42 thoughts on “Nobody told me”

  1. To dye or not to dye? I decided straight away that it was too much trouble to match the colors well enough, and that the wild laughs when someone noticed that I was dyeing my hair for vanity’s sake outweighed the odd laugh at the odd gray hairs. If you have to dye, I recommend Purple.

  2. Sean, ma man, this is not the time to wallow in self-pity and listen to your dumbass commenters! Chicks dig this shit, bro! I shit you not. All you need now is a pimped out bright yellow van of L-O-V-E and before you know it, you will be compactifying some serious Calabi-Yaus. Day-um, you lucky dawg!!!! You!

  3. My youngest daughter once tried to cheer me up: “Your hair is not all grey, dad. There is some white, too”.

  4. Grey hair? At least you have hair. My hair line began its retreat when I was 16. Now at 31 I have had a clean-shaved scalp for years, my once thick blond hair a distant memory. On the plus side, I don’t have bad hair days, I have Gilette. 😉

  5. Better gray than falling out. E. C. Olson of UCLA used to joke that as we get older our hairs burrow deeper into our skulls. If they meet gray matter they turn gray. If not, they fall out.

  6. except that gray matter is actually of darker shades of pink. Only when we die it turns gray due to autolysis.

    My grandpa got completely bald in his twenites, to his despair, yet it probably made him more respected at work in his younger years – and paradoxically attractive to women on lookout to marry someone: He was a solid, disciplined man with a responsible job in a bank – and his giant bald head with modest demeanor made him exactly look the part. So enjoy looking more distinguished, you never know what kind of unexpected benefits…

  7. Ummm are you sure it’s just starting? My husband was shocked last week to find his
    first gray hair. But he’s had them for years! He just never noticed before.
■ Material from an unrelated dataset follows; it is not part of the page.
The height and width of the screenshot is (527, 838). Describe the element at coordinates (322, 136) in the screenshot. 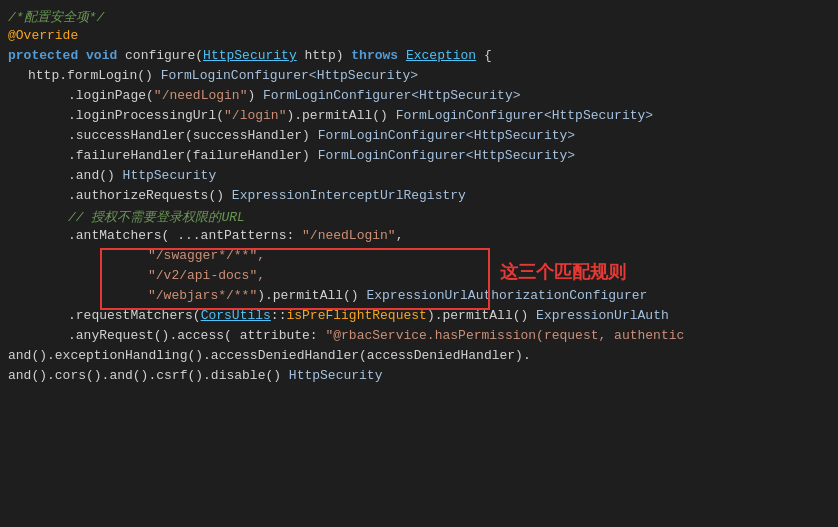

I see `code-token: .successHandler(successHandler) FormLogi…` at that location.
  8. I thought my first gray hairs were normal hairs being bleached by shampoo, until the truth dawned when rinsing the shampoo off quicker and more thoroughly had no effect!

    Your pic doesn’t show you wearing specs, but in ten years’ time, when you’re my age now, you’ll find you start needing longer arms to read!

    Oh the joys of middle age..

  9. Like Sean, I started getting some white hair in my 40’s, but it remains mostly confined to the beard and sideburn. At 57 the muzzle is completely white but the mane remains brown. Even more distressing are the odd white hairs that pop out at random: on the eyelid and the side of the nose. Having to shave the tops of one’s ears just feels wrong.

    It could be worse, though. My father had roughly the same pattern of graying, but he only grew out his beard once. He smoked so heavily that his moustache turned out bright yellow, so he shaved it, and for the duration of the experiment he looked like a whaling captain.

  10. Sean, you haven’t addressed the really _fun_ part of your early forties: The fact that at approxiately age 42, 5 months, 15 days (+/- 30 days), your arms will grow progressively shorter and shorter while reading– or at least, so it will seem.

    Reading glasses/bifocals, it isn’t a good idea, its the LAW!